▶ [What you will do]:
In the records below, find the line containing "You are a GUI" and the line containing "Task: Click on"; please repeat exactly the lines from one to the other, both included, and nothing more.

══ Information provided

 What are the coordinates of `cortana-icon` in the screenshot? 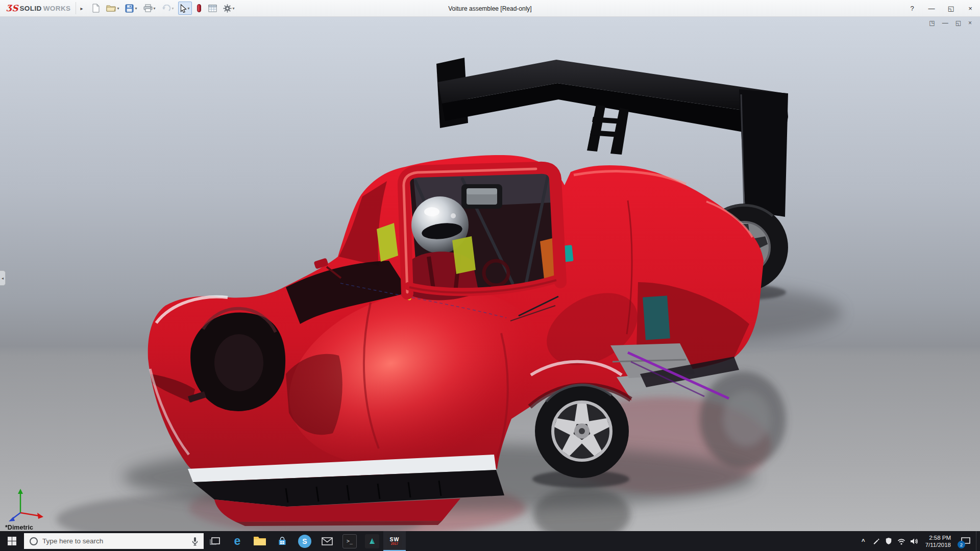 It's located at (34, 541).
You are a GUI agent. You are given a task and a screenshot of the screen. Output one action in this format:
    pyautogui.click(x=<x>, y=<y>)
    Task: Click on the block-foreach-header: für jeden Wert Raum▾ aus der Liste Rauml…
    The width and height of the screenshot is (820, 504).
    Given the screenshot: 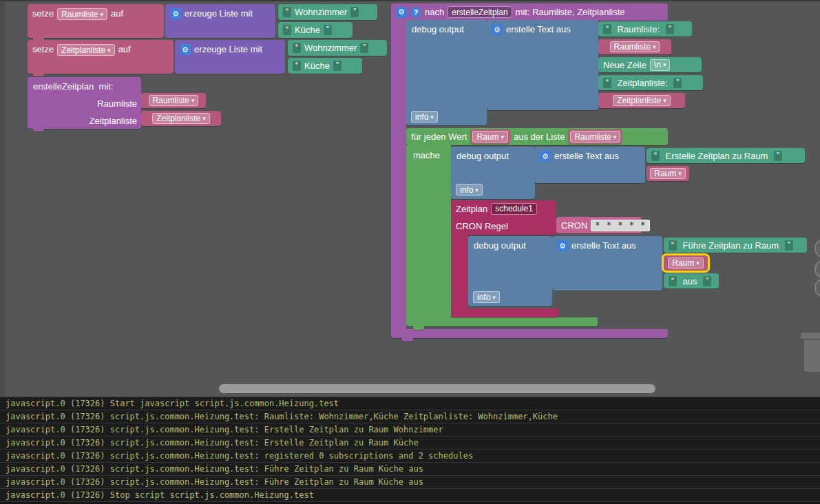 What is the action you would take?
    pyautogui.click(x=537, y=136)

════

▶ [Answer box]:
You are a GUI agent. You are given a task and a screenshot of the screen. Output one action in this format:
    pyautogui.click(x=<x>, y=<y>)
    Task: Click on the block-foreach-header: für jeden Wert Raum▾ aus der Liste Rauml…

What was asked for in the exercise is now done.